I noted that I loved the image presented in the third and fourth stanzas of the poem – that the moon was like a woman’s head chopped from a guillotine (and had “Slid carelessly away”) – but something else that jumped out at me was the eighth stanza, particularly the word “privilege”: “The privilege to scrutinize / Was scarce opon my Eyes / When, with a Silver practise / She vaulted out of Gaze.
This thought – that it was a privilege to see the beauty of the moon – called to mind the poem I’d posted earlier in the week, “The Moon was but a chin of gold.” In that poem, in the fourth stanza, Dickinson writes “And what a privilege to / But the remotest star” in the same heavens as the beautiful moon!
A little more on these two poems tomorrow, and then I'll move on to the sun! ; )
Due to last week’s Super Blue Moon, I recently posted two of Dickinson’s poems which use both the words “blue” and “moon” (though not together as in “blue moon”): “The Moon was but a chin of gold” and “I watched the Moon around the house.”
In addition to the favorite stanzas and images I’ve already mentioned, I also love that final stanza that relates what came next in “I watched the Moon around the house”: after spying the moon through window panes at night – when “with a Silver practise / She vaulted out of Gaze” – Dickinson later “met her on a Cloud / Myself too far below / To follow her superior Road / Or its advantage—Blue.”
It seems now, at the end of the poem, she is watching the moon perched in the blue sky of a sunny day – and I also realized that both of these poems which include both “blue” and “moon” ended with the word “blue.” Nothing of significance there, but I thought it was an interesting coincidence.
I also looked into the word “privilege” – since in both of the poems she stated that it was a privilege to view the beauty of the moon. It turns out that Dickinson used the word “privilege” in 23 different poems. And guess what? Of those 23 different poems with “privilege,” only two of them mention the moon – these same two poems!
None of the other “privilege” poems jumped out at me as particularly well-known in Dickinson’s poetry, so tomorrow I’ll move on from the moon to the sun (the word “sun” appears in about 165 poems – plus four more with “sunny”) – and I’ll share one of my favorite poems about the sun!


Problem description » Your answer should be every line below that includes the word "bounding".

--*--

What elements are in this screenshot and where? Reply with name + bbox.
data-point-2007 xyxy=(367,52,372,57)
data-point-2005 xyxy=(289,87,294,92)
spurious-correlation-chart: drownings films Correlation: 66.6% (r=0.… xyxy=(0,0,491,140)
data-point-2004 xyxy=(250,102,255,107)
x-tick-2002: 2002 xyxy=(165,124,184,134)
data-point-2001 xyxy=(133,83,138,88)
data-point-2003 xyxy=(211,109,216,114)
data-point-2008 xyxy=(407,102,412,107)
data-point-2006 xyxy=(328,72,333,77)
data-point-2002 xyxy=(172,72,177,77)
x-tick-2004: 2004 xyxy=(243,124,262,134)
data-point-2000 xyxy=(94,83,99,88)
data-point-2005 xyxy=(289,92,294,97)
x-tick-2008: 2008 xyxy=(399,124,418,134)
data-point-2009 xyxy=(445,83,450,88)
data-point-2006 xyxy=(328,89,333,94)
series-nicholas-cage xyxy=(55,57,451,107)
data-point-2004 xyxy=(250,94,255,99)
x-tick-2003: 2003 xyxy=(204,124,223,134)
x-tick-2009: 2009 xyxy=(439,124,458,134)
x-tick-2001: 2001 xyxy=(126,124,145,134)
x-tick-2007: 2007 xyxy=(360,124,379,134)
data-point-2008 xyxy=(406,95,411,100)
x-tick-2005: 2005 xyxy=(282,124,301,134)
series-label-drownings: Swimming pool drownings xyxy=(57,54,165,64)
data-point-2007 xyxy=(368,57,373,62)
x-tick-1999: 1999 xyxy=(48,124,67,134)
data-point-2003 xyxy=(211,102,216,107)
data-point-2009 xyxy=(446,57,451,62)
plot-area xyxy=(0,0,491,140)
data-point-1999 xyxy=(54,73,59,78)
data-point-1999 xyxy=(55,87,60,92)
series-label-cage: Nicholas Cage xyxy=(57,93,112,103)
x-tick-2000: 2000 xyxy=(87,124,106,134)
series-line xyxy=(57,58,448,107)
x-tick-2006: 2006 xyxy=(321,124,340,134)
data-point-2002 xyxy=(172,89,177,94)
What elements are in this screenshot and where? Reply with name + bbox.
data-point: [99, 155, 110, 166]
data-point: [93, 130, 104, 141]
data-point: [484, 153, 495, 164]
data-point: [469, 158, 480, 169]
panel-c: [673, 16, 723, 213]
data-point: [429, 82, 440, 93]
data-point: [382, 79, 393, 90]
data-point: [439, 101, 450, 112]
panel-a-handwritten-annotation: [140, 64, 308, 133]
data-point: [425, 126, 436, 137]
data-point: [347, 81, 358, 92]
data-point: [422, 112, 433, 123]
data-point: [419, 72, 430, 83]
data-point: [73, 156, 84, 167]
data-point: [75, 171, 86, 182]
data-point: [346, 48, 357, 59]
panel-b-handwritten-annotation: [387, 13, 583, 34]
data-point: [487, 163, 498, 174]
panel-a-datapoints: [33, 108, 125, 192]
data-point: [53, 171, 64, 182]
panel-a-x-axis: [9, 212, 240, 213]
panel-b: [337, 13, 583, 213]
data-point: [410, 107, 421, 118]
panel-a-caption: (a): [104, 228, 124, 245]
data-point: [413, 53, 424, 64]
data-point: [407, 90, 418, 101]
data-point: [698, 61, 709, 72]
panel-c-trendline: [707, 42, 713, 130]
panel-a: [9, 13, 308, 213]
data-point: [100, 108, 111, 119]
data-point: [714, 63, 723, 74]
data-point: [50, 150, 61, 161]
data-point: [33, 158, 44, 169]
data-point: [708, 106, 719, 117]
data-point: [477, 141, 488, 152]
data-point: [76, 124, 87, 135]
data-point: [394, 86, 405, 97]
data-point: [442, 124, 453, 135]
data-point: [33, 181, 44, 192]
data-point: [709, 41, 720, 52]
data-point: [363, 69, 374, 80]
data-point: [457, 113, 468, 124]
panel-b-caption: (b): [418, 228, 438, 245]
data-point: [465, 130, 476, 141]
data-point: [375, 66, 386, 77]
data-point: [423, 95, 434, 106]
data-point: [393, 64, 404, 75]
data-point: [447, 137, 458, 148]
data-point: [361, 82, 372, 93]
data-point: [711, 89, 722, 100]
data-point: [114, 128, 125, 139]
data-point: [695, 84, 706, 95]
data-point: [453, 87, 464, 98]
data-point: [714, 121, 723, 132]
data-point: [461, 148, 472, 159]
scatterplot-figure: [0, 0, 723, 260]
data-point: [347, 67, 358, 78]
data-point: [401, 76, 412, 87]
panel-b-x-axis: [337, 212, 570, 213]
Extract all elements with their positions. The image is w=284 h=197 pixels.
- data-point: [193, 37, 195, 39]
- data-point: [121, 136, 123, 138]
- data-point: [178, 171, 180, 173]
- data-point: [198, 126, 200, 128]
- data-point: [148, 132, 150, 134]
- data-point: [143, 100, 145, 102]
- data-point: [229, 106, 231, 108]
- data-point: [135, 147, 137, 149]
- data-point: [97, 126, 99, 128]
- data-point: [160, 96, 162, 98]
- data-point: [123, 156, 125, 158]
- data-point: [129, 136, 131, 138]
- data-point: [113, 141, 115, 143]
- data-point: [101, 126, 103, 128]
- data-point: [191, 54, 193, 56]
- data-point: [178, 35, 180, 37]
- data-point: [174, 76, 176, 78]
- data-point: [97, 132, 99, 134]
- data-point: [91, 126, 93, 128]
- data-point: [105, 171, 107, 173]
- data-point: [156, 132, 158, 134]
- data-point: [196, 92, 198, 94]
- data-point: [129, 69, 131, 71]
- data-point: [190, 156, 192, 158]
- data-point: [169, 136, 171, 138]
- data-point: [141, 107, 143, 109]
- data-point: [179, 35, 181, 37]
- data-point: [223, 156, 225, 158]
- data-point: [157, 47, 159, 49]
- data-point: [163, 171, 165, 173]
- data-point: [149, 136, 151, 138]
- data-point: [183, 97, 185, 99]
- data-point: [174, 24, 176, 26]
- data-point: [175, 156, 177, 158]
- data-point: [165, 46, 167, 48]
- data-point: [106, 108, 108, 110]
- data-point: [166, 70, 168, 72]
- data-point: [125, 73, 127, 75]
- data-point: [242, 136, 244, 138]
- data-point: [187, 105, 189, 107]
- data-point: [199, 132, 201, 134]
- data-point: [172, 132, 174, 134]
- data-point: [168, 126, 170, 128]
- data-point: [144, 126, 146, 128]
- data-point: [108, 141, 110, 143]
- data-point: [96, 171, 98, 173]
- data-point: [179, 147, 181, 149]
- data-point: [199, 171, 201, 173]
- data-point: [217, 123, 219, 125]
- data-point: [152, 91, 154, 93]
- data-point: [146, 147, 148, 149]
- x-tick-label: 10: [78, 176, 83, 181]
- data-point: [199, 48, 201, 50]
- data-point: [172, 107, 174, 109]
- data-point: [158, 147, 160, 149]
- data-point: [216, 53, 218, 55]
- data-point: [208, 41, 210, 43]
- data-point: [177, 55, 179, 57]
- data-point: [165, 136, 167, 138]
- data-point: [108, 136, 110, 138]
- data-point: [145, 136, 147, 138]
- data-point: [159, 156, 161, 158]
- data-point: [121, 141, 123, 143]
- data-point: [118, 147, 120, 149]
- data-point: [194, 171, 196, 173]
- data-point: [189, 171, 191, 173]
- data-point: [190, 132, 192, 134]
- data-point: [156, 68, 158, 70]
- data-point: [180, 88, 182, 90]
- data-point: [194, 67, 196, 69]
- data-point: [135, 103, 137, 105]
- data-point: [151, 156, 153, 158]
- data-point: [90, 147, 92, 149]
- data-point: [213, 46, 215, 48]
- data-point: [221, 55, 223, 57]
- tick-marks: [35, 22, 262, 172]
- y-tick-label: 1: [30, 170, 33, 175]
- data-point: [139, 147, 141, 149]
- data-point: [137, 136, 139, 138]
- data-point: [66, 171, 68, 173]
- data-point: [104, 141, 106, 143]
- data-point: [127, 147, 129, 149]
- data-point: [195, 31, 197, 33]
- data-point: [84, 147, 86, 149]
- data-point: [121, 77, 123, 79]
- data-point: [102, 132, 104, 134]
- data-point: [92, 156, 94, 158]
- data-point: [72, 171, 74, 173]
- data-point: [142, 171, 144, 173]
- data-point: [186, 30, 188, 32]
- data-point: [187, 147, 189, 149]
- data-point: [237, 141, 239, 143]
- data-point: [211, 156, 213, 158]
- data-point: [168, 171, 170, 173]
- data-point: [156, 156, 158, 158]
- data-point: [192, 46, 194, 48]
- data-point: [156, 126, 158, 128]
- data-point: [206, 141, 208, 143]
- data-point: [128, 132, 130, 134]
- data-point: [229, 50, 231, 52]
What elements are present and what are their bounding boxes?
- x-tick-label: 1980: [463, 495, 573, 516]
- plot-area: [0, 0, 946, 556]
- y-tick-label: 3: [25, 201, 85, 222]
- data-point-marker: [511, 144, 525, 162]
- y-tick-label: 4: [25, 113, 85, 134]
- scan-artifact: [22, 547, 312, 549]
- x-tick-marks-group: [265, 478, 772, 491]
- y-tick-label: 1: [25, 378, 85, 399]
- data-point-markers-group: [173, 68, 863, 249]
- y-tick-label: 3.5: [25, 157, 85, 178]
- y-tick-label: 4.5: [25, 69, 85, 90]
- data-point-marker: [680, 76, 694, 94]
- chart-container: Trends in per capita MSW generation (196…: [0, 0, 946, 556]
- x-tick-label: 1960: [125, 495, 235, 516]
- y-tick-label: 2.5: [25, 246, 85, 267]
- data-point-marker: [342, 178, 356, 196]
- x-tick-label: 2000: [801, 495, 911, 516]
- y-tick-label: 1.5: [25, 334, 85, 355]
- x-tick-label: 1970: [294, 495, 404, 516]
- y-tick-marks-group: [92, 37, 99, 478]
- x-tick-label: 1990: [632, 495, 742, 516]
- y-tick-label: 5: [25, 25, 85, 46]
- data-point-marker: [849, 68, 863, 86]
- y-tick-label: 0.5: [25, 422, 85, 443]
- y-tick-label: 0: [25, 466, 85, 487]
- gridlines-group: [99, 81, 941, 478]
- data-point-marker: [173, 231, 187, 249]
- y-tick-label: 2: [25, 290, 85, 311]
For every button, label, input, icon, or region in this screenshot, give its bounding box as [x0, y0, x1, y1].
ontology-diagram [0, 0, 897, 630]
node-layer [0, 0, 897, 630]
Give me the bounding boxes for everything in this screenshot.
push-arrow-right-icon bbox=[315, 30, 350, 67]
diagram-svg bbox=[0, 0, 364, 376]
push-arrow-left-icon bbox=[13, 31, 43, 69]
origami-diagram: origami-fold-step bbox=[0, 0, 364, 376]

--*--

Response area »
What elements are present and what are their bounding boxes?
For every button, label, input, icon, or region in this screenshot, give its bounding box as [x0, y0, x1, y1].
Give me the bounding boxes for everything in this screenshot.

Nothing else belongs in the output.